September 19, 1974 - Clyde Bellecourt states that AIM says U.S. government has criminally failed in its mission to protect Indian rights. The conduct of the Department of Justice has left little reason for Indians to trust that agency ever. The AIM will launch its greatest effort ever to expose a dual system of justice in South Dakota.
September 19, 1974 - Poet Nikki Giovanni, one of the leading voices in the black artist movement, talks about current affairs on the third anniversary of the Attica uprising. She was in Moorhead for a poetry reading on the Concordia College campus.
September 19, 1974 - An Amnesty mother speaks out on President Ford's new policy for returning "draft dodgers."
October 4, 1974 - Elmer L. Andersen, Board of Regents Chairman, describes a visit and speech by Dr. David Saxon, who saw the strengths of the University of Minnesota as being centrally located. Anderson states the matter of religion did not enter into the decision of C. Peter Magrath over Dr. Saxon as choice to lead the university.
October 4, 1974 - Mulford Q. Sibley, professor of political science at the University of Minnesota, speaks on the immense political, social, economic, religious, and physical toll of Vietnam war. The topic is not limited to South or North division, but all parties involved, including the United States.
October 5, 1974 - Actor and anti-war activist Jane Fonda speaking at anti-war rally held at Augsburg University.
October 5, 1974 - Alex Haley, author of "Roots", speaks at Macalester College in St. Paul about his experience in a foreign crowd.
October 7, 1974 - Former Attorney General William Ruckelshaus and Pulitzer Prize winning author and historian Arthur Schlesinger Jr. discuss how the last decade has affected the outlook of Americans in a National Town Meeting from September 29, 1974.
October 9, 1974 - A documentary on the Southwestern Minnesota tour of ‘Minnesota Poetry Out Loud. The event is a week-long caravan of Minnesota poets operating out of Camden State Park, south of Marshall, giving formal and informal readings at the end of July 1974.
October 9, 1974 - U.S. Senator Eugene McCarthy reacts to speech by President Gerald Ford in his own short speech on office of U.S. presidency and American democracy.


◆ What the task requires ◆
Give the count of lines in the records that contain the string "Image", and write nothing but that number.

◆ Data under study ◆
☆ ☆ ☆

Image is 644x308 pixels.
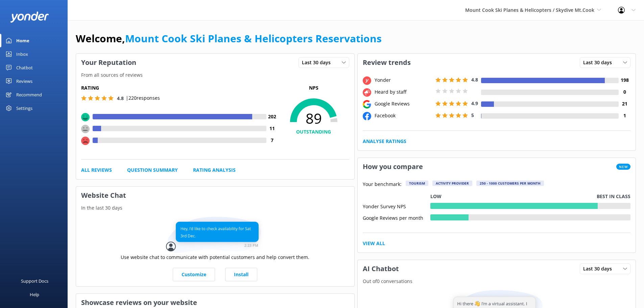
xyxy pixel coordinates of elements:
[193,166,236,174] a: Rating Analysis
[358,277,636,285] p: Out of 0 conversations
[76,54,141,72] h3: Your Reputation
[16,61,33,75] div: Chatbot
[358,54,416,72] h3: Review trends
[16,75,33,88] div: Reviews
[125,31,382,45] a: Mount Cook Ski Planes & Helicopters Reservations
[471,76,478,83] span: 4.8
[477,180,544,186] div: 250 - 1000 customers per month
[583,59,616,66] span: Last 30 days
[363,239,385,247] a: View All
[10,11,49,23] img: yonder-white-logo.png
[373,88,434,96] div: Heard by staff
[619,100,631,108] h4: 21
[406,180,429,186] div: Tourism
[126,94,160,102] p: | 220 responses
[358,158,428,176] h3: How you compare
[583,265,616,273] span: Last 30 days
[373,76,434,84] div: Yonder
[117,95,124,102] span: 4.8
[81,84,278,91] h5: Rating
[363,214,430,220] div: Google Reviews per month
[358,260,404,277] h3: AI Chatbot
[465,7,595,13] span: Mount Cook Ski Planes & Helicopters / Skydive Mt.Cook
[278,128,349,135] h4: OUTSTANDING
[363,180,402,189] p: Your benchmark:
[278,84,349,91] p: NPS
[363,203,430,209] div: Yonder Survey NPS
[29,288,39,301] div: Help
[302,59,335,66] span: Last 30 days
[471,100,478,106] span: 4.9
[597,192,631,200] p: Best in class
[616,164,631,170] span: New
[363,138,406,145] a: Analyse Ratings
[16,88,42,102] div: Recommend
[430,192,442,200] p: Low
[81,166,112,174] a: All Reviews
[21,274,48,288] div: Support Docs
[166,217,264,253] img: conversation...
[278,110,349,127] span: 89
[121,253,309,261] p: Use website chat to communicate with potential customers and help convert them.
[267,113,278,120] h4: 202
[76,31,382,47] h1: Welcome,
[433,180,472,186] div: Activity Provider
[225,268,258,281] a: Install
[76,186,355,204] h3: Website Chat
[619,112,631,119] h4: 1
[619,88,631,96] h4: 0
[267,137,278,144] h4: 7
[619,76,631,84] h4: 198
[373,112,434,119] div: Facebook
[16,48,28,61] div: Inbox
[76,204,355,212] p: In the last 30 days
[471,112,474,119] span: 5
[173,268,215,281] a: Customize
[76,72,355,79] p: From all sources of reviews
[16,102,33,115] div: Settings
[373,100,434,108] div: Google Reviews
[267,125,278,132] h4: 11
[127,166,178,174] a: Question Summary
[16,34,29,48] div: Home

☆ ☆ ☆

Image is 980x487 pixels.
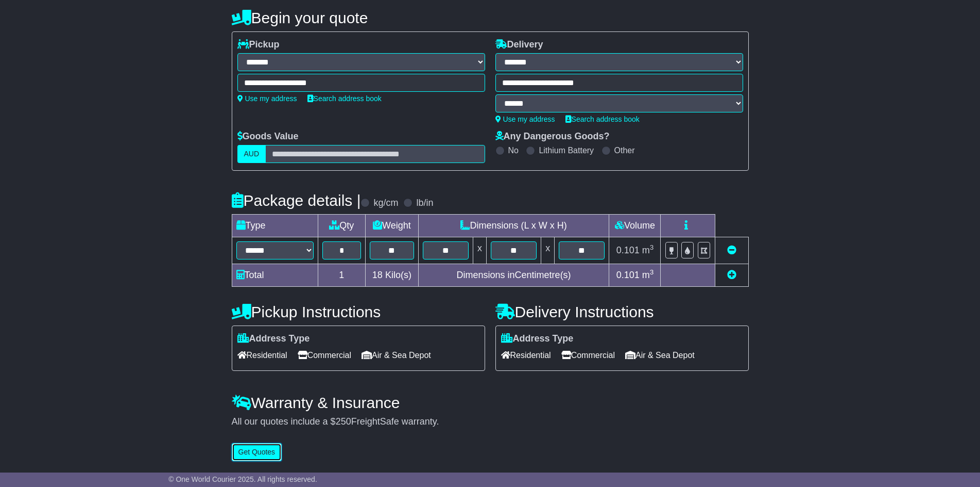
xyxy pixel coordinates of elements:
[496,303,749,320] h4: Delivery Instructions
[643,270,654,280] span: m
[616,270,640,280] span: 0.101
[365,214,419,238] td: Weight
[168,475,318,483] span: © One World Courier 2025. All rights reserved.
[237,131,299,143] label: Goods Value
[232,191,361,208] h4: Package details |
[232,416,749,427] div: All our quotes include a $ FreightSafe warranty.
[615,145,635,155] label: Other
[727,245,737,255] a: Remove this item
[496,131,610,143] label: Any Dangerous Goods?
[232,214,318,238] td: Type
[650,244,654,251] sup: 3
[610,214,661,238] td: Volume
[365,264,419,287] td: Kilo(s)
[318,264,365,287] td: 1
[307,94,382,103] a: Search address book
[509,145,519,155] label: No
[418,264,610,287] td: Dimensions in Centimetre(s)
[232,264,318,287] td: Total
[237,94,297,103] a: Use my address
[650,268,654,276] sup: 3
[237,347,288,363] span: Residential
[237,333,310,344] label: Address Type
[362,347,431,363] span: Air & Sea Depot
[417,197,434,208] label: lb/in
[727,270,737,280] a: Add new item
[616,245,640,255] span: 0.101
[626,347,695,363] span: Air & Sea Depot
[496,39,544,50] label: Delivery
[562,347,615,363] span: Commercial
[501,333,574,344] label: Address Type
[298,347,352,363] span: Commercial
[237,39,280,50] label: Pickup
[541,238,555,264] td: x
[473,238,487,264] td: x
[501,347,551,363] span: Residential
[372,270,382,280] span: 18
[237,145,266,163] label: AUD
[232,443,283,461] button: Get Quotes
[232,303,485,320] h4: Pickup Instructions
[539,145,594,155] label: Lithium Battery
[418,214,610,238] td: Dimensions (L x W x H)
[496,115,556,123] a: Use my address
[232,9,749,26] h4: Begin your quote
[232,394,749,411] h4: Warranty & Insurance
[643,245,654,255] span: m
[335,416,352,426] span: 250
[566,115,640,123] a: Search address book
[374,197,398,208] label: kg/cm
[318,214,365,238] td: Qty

☆ ☆ ☆

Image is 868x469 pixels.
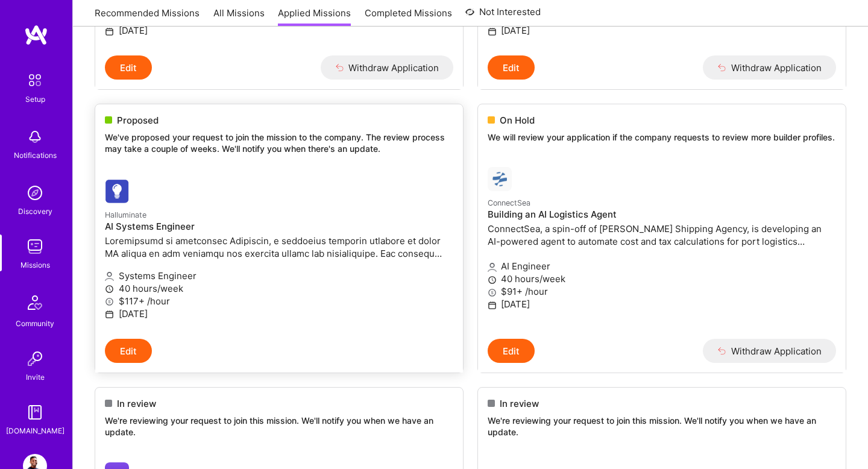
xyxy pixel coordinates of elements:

☆ ☆ ☆

◆ Exercise solution ◆
3